I can’t say why I’m thinking about Timothy Bunch.
I suppose this rain pattering on the shingles
is the password that opens the door from here to there,
evoking some melancholic need
to frame the scar of memory with words.
Nor can I explain why I vaguely associate summer
with that day I read of his execution,
when it was winter, of course,
maybe not technically– the twelfth of December, 1992–
but the crunch of frosted grass beneath my feet
surfaces now with intimate clarity, as does the icy snap
of the frozen newspaper as I freed it from its box.
“Comedy is not pretty†were Timothy Bunch’s last words
–spoken from the electric chair–
and on the bottom shelf of the bookcase behind the television,
between Vonnegut and Sylvia Plath–that’s where I kept
the Bible he bequeathed me when he shipped to Death Row,
his paperback Catholic Bible
with the annotated notes and torn cover
I repaired by taping on a picture of a Van Gogh painting
I tore out of a book from the jail library.
Self Portrait with Bandaged Ear, that’s the one,
and for years it sat by my typewriter
as my homage to dignity,
and to remind me we all dangle above the chasm by frayed thread.
I can’t say why I reminisce,
when, after all, I feel so much but know so little.
I know summers I mow, winters I shovel.
I know the garbage man comes on Tuesdays.
I know I once fell off the chair I stood on,
my Van Gogh Bible in one hand,
an empty bottle of Pinot Noir in the other,
proselytizing to Mary, my one-winged parakeet:
“God is love, dear Mary, precious love… and on the seventh day
love wept inconsolably…. â€
Comedy is not pretty.
Somewhere a mother pushes her baby in a grocery cart.
Invisible angels follow them in the air.
Somewhere a body lurches, a head smokes….
Somewhere a sneeze elicits blessings.
~ Kent Monroe
Kent Monroe lives with a delightful gang of cats and dogs in Troy, New Hampshire. Â He prefers to garden and write, but also works here and there to feed the gang. Â His words have appeared in Virginia Quarterly Review, New England Review, and The Write Room.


[Task description]:
Reproduce the records starting at the line that contains "the image is 1024px×768px. Detect *person*." and running to the last line, exactly and in full.

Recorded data
********************
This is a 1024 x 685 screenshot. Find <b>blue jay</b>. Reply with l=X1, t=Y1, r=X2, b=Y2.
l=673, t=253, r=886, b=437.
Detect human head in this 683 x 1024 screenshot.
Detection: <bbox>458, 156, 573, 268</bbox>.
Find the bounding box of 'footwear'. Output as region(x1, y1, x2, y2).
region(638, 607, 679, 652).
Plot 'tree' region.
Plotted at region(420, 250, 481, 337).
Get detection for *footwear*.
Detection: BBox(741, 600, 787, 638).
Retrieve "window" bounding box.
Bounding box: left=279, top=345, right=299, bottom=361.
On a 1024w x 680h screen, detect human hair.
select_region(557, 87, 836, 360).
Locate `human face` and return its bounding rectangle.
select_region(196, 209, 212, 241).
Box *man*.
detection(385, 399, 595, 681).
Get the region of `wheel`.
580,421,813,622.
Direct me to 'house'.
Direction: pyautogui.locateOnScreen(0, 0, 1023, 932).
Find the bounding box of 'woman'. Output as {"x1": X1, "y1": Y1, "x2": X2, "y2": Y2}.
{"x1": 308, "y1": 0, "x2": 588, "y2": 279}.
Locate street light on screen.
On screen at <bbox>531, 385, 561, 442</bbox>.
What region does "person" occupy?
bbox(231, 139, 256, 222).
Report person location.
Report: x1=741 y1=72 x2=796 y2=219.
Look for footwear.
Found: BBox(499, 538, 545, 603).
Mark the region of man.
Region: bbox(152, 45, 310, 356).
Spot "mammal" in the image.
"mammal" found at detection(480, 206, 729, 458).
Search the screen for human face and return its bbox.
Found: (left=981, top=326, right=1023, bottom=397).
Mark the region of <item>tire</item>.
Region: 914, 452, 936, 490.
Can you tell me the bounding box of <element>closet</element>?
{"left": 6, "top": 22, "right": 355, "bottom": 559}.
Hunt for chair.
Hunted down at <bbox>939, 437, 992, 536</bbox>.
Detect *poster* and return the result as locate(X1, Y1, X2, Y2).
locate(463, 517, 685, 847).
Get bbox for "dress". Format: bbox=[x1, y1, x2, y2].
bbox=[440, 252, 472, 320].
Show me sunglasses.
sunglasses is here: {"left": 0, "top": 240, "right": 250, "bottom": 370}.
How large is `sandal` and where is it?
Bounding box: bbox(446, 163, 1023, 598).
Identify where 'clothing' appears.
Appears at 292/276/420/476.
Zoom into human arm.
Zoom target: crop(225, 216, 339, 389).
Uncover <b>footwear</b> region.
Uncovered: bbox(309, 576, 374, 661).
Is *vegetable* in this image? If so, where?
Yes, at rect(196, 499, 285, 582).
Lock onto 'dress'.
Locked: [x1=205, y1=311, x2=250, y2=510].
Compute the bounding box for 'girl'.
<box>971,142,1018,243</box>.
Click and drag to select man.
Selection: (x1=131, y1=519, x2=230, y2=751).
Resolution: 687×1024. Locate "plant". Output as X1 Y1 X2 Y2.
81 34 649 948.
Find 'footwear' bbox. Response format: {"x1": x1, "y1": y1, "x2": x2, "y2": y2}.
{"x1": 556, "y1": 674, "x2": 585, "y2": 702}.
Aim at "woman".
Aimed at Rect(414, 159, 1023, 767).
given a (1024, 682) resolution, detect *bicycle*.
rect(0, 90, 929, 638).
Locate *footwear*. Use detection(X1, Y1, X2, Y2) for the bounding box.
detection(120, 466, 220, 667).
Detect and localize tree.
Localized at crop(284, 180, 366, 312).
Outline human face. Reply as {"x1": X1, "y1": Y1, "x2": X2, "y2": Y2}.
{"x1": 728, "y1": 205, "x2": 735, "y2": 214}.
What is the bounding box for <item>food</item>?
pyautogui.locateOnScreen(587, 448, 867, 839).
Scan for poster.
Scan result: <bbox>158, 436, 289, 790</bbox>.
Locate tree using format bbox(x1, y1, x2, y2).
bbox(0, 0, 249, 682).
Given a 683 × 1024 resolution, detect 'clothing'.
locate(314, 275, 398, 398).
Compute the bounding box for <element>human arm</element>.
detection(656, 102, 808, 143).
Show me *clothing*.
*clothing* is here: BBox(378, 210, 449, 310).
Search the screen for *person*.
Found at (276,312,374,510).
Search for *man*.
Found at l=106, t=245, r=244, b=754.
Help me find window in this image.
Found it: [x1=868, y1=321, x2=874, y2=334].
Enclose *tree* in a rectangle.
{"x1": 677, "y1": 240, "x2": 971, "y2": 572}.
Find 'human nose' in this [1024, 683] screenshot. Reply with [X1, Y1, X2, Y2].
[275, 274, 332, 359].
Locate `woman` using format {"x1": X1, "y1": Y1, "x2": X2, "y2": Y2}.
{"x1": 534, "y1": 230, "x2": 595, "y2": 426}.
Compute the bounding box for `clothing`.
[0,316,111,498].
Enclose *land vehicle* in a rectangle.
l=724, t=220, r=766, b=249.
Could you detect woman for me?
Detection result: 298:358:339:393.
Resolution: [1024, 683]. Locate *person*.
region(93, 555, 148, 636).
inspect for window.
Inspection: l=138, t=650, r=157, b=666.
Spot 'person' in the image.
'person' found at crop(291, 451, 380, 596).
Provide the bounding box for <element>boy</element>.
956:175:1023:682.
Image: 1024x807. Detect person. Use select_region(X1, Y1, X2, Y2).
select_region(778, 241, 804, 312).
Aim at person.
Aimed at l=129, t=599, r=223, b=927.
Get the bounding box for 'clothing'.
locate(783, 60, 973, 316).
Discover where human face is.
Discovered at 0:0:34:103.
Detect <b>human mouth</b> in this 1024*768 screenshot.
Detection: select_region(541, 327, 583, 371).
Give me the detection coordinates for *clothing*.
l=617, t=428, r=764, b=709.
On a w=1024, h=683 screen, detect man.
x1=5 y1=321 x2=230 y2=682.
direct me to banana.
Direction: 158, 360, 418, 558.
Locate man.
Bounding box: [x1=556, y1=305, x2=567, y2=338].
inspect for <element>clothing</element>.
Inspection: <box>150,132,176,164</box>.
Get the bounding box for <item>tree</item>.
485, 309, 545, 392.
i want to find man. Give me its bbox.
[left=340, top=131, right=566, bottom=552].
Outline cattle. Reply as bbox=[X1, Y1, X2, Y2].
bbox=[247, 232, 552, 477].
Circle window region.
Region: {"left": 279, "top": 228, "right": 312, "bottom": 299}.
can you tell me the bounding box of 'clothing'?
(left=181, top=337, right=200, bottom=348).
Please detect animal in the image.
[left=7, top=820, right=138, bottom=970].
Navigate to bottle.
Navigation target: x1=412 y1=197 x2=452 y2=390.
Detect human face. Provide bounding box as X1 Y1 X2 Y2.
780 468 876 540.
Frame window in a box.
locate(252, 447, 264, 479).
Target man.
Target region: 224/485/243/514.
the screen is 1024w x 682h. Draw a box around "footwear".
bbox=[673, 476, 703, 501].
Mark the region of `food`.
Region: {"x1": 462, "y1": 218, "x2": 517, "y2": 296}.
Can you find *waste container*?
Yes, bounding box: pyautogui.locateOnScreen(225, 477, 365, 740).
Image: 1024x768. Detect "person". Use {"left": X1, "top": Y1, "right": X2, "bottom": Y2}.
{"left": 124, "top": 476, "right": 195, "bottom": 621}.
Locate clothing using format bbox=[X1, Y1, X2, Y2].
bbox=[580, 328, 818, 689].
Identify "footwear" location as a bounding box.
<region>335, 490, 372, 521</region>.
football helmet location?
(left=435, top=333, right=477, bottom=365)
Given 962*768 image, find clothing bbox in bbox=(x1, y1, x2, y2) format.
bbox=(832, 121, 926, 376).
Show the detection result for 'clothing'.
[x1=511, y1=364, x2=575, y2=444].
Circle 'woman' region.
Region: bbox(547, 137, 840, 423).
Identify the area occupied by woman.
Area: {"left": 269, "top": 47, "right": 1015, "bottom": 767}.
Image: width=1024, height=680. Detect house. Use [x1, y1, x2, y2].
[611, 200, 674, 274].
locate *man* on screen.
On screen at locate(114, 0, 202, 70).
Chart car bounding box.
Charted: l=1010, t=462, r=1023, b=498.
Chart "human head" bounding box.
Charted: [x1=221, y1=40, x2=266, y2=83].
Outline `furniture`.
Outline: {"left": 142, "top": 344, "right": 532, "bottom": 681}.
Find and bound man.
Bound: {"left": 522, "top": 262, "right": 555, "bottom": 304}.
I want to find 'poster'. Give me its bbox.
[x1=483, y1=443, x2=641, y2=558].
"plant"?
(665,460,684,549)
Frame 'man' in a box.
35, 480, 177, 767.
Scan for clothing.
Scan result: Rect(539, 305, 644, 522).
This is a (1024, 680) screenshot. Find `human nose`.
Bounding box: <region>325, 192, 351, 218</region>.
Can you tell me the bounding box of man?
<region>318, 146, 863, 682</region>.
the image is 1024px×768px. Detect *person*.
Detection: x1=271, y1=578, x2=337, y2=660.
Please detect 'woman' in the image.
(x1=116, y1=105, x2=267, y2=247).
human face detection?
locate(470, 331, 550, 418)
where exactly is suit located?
********************
[Solved problem]:
the image is 1024px×768px. Detect *person*.
Detection: x1=271, y1=578, x2=337, y2=660.
Please detect 'woman' in the image.
(x1=116, y1=105, x2=267, y2=247).
human face detection?
locate(470, 331, 550, 418)
where exactly is suit located?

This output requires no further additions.